Guardian’s backend routes aren’t just functional — they’re designed for maximum clarity, traceability, and automation.
Here’s an example:
guardianRoutes.openapi(
createRoute({
method: 'get',
path: '/path-name',
summary: 'Get all the data ...',
description: '',
tags: ['Codegen'],
responses: {
200: {
description: 'This data can change based on conditions and prompt/query',
content: {
'application/json': {
schema: z.object({
message: z.string(),
})
}
}
}
}
}),
withHandler('guardian.generate', async (c) => { ... })
);
Let’s break this down:
🔧 createRoute
: Structured Route Metadata
Each route is wrapped with createRoute()
, which describes:
- HTTP method (
get
,post
, etc.) - Path (
/profile-context
) - Purpose (
summary
,description
) - Tags for organization in API explorers
- Typed response schemas using
zod
✅ This creates a self-documenting, fully typed API — consumable by both humans and machines.
📘 .openapi
: Automatic OpenAPI Spec Generation
By wrapping the route definitions in guardianRoutes.openapi(...)
, Guardian can:
- ✅ Auto-generate an OpenAPI 3.0 compliant schema
- 🤖 Feed this schema to agents for autonomous route discovery
- 🧪 Power type-safe client generation (like SDKs or testing tools)

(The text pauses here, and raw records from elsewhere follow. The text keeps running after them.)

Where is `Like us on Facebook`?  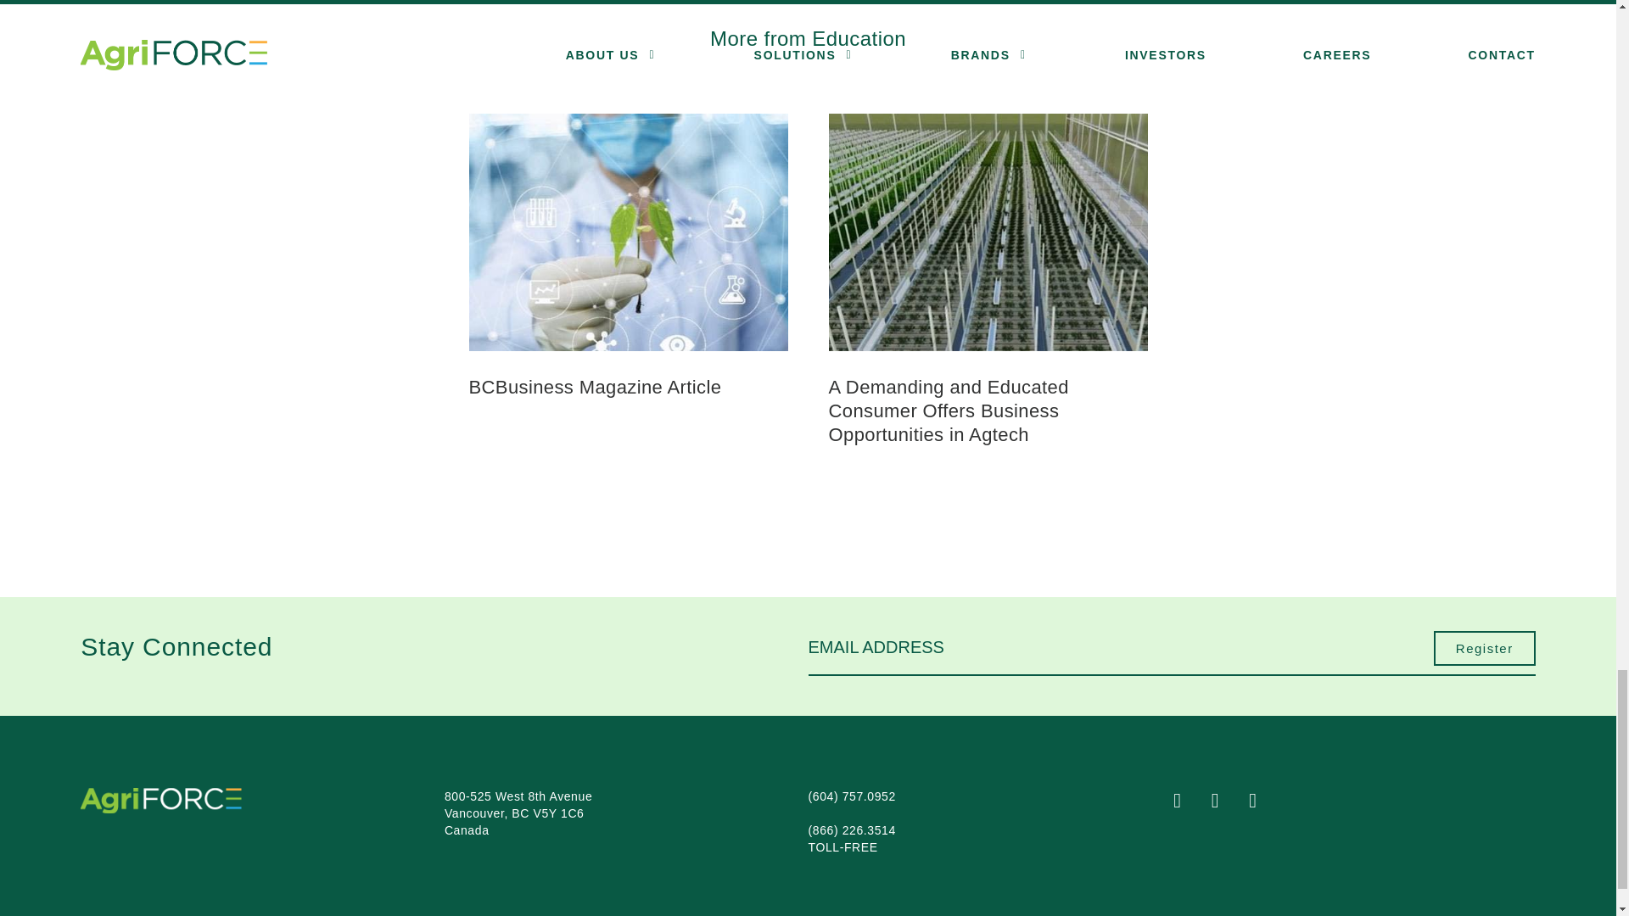
Like us on Facebook is located at coordinates (1188, 803).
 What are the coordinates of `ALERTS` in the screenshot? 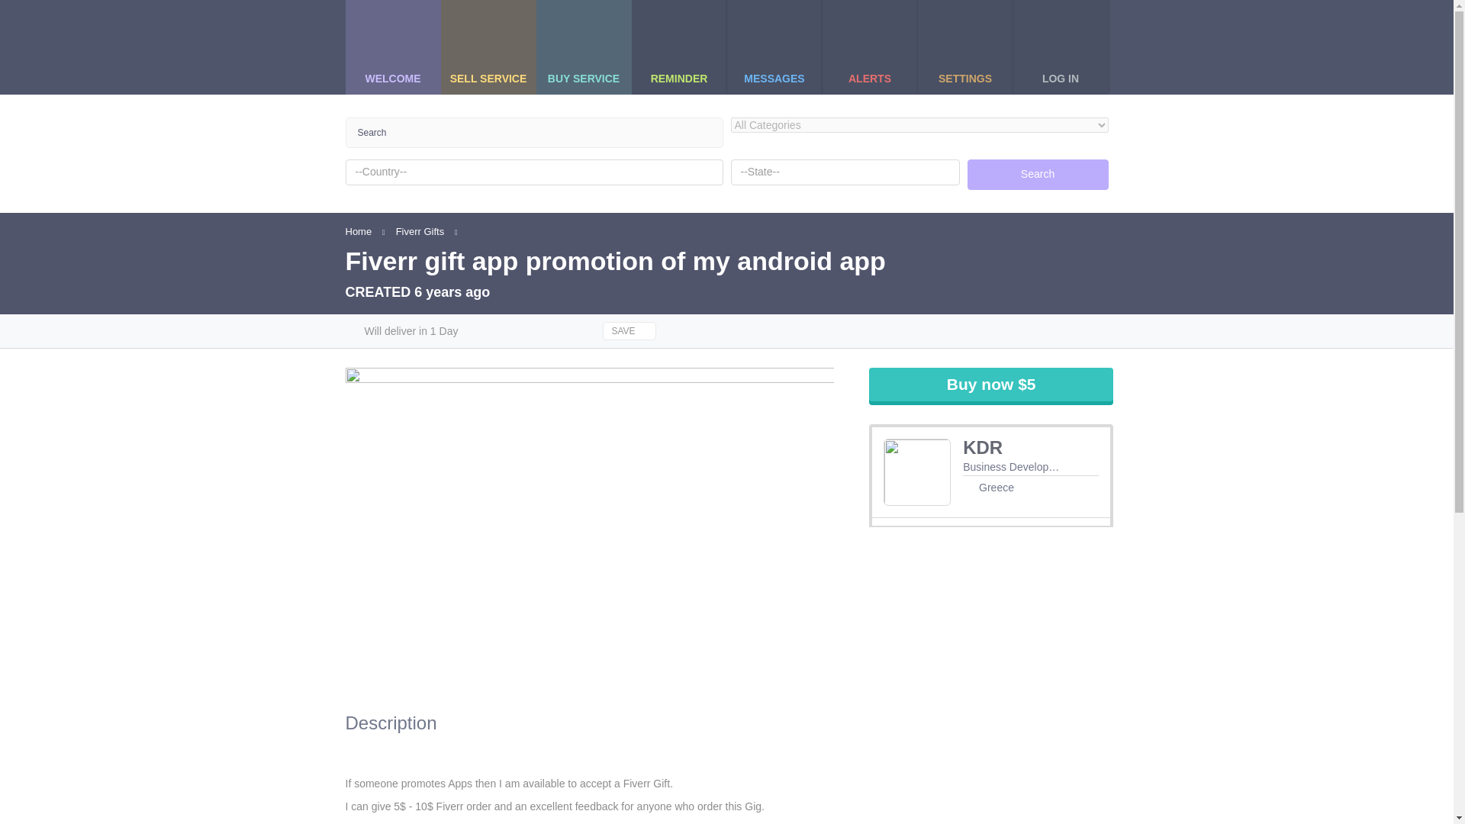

- 📊 Enable observability + documentation portals instantly
🧠 withHandler
: Global Middleware, Logs, and Tracing
All business logic is wrapped in withHandler(name, handlerFn)
, which:
- 📥 Injects all standard context (auth, clients, telemetry, etc.)
- 📈 Tracks usage for analytics and debugging
- 🪵 Automatically logs execution details (duration, success, error)
- 🔐 Ensures consistent error handling and output formatting
🎯 Think of
withHandler
as the universal controller — the same logic wrapper used for agents, UIs, and external API calls.
🧪 zod
: Fully Typed Inputs and Outputs
Every route uses zod
to:
- 🧬 Define strict schemas for input/output
- 🧠 Auto-generate types for frontend and agents
- 📄 Populate your OpenAPI schema effortlessly
This enforces correctness without relying on runtime guesswork.
💡 Why This Matters
This approach makes Guardian’s routes:
- Typed
- Documented
- Testable
- Observable
- Agent-compatible
And most importantly, it turns your backend into a programmatically navigable API surface, ready to be consumed by your own agents or external tools — without fragile UIs or hardcoded assumptions.
This is the beginning of self-generating feature automation.
Absolutely — here’s the rewritten version that shows exactly how you can wire this in. This is next-level DevOps + automation fuel:
🔁 Auto-Issue Creation + Task Logging from Routes
Every Guardian route is already wrapped in withHandler()
, which gives you a centralized place to plug in side effects like logging, telemetry, and… now autonomous work tracking.
Here’s what you can do:
✅ Add GitHub Issue Creation on Route Calls
Every time a route is called, you can optionally:
- Log the route call as a GitHub issue in a specific repo (e.g.
guardian-logs
) - Use the route name, inputs, and result/error as the issue body
- Apply labels like
auto-logged
,route-call
, ormonitoring
This gives you:
- ✅ A real-time audit log of what your system is doing
- 🔍 Historical traces that are searchable, commentable, and linkable
- 📎 GitHub-native observability — nothing hidden, no black boxes
// Inside withHandler wrapper
await createGitHubIssue({
title: `[ROUTE CALL] ${routeName} @ ${timestamp}`,
body: formatRouteTrace(context, result),
labels: ["auto-logged", "telemetry", "guardian"]
});
📌 Add Task/Memory Logs in Notion or Supabase
You can also automatically:
- Create a new row in your
tasks
orexecutions
table (Supabase) - Or log it as a Notion card on your Guardian Kanban board
- Or add it as a new
memory
viaaddMemory()
tagged withroute_call
This gives you:
- 🎯 Full context traceability across systems
- 🧠 A growing dataset that agents can use to reason about past behavior
- 🔁 A feedback loop between code and cognition
await addMemory({
agent: "guardian",
title: `Route Triggered: ${routeName}`,
content: JSON.stringify(routeInputs, null, 2),
tags: ["route", routeName, "execution"],
type: "execution_trace",
source: "server",
metadata: {
result: summarizeOutput(result),
durationMs: endTime - startTime
}
});
🧠 Why This Matters for Autonomous Systems
This pattern lets your backend routes become cognitive events:
- Every API hit becomes a traceable thought
- Every handler is logged as an intention + result
- You now have ground truth, not just inference
And later, your agents can say:
“I already called
/generate-idea
last Tuesday. Here’s the result. No need to redo it.”
This is the beginning of causal memory + intelligent system introspection.